The church is known above all for loving one another, for loving God, and for loving their neighbors well.

Both Jesus and the apostles made the charter of Christian living loving God and loving others, so kingdom-mission churches are known for being an ocean of love for God and for one another and for all their neighbors. Love, I contend, needs more careful definition than it often has in our culture: it is a rugged commitment of presence, advocacy and direction toward Christlikeness. God loves by making a rugged commitment (covenant) to with us, to be for us and to transform us, and so our love is to be God-like and Christ-like.

The church establishes justice, peace and reconciliation among its own people first and then that kind of justice, peace and reconciliation spill over naturally into the community.

Again, kingdom-mission churches aren’t just committed to justice in the public sector but seek to embody it especially among one another in the local church fellowship. What we learn there will spill over for the common good as the only way kingdom-mission people know how to live.

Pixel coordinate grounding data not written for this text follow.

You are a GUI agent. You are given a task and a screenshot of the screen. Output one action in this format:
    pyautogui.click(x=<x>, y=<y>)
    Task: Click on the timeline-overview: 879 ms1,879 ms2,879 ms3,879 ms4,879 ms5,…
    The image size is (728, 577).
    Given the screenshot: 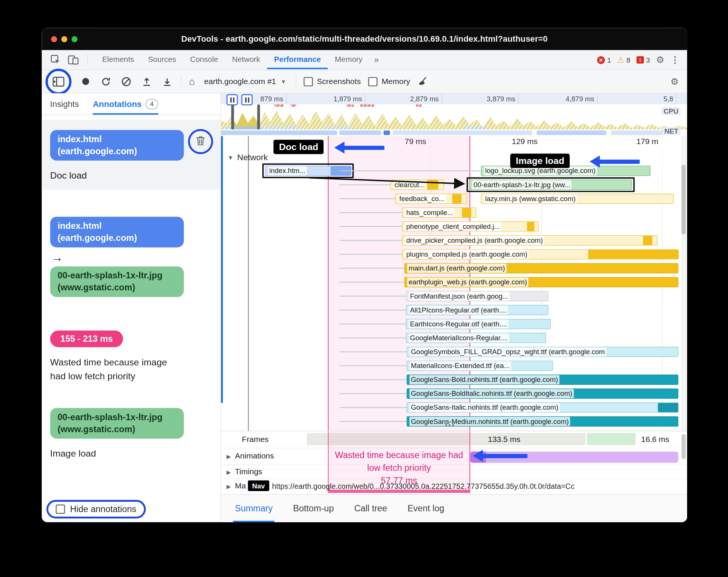 What is the action you would take?
    pyautogui.click(x=454, y=115)
    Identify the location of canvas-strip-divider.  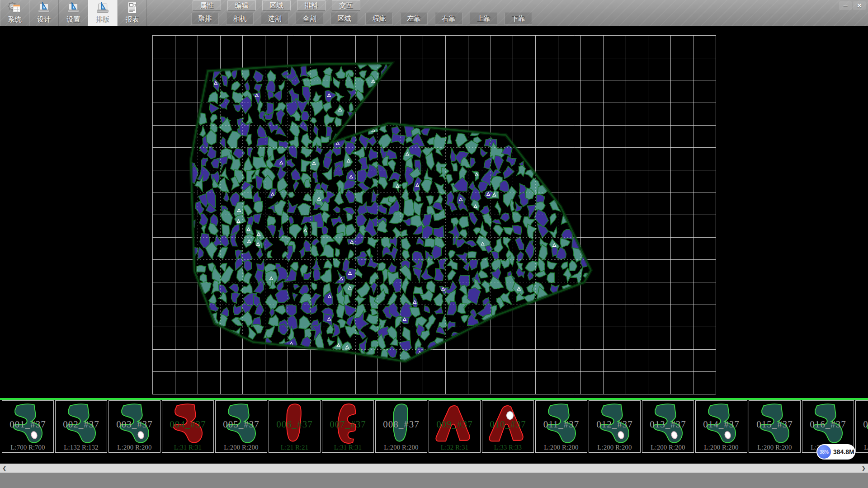
(434, 399).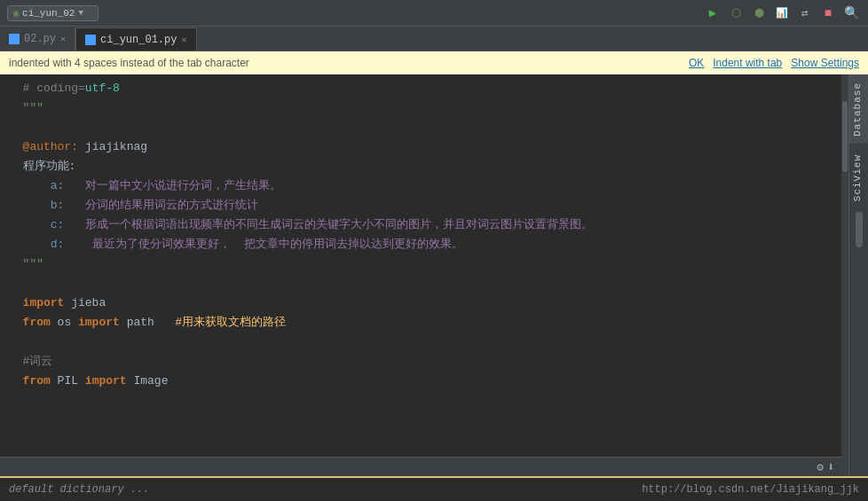 The height and width of the screenshot is (501, 868). I want to click on coverage-button: ⬢, so click(759, 13).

The church cannot avoid – because of God’s grace and power at work – being people of “good works” in the public sector.

What many people today call “kingdom” is actually called “good works” in the Bible – both by Jesus in Matthew 5:13-16 and most especially by Peter in 1 Peter 2:11-12 (elsewhere in 1 Peter, too). Good works is what kingdom-mission people do in the public sector and these good works demonstrate the resurrection power of Christ at work in kingdom people.

The church becomes “sacred space” and “kingdom space” in your community.

No one can read the Bible and not be struck by the land promise. What does that mean for us today? While many criticize the implicit Gnosticism of Christians in their view of heaven or the spiritual life, I see implicit Gnosticism in the way we talk about church. It is for many only a “spiritual” reality, but as Christ became incarnate so also the Body of Christ is incarnate: it is a living, breathing, physical reality. A local fellowship is to be sacred space and kingdom space by taking up real space in this world for the kingdom to breathe out redemption.

The church learns that its spiritual disciplines foster this kind of community rather than just personal spiritual formation.

Now a challenge: What spiritual disciplines do we need to focus on in order to form and foster being a kingdom-mission church?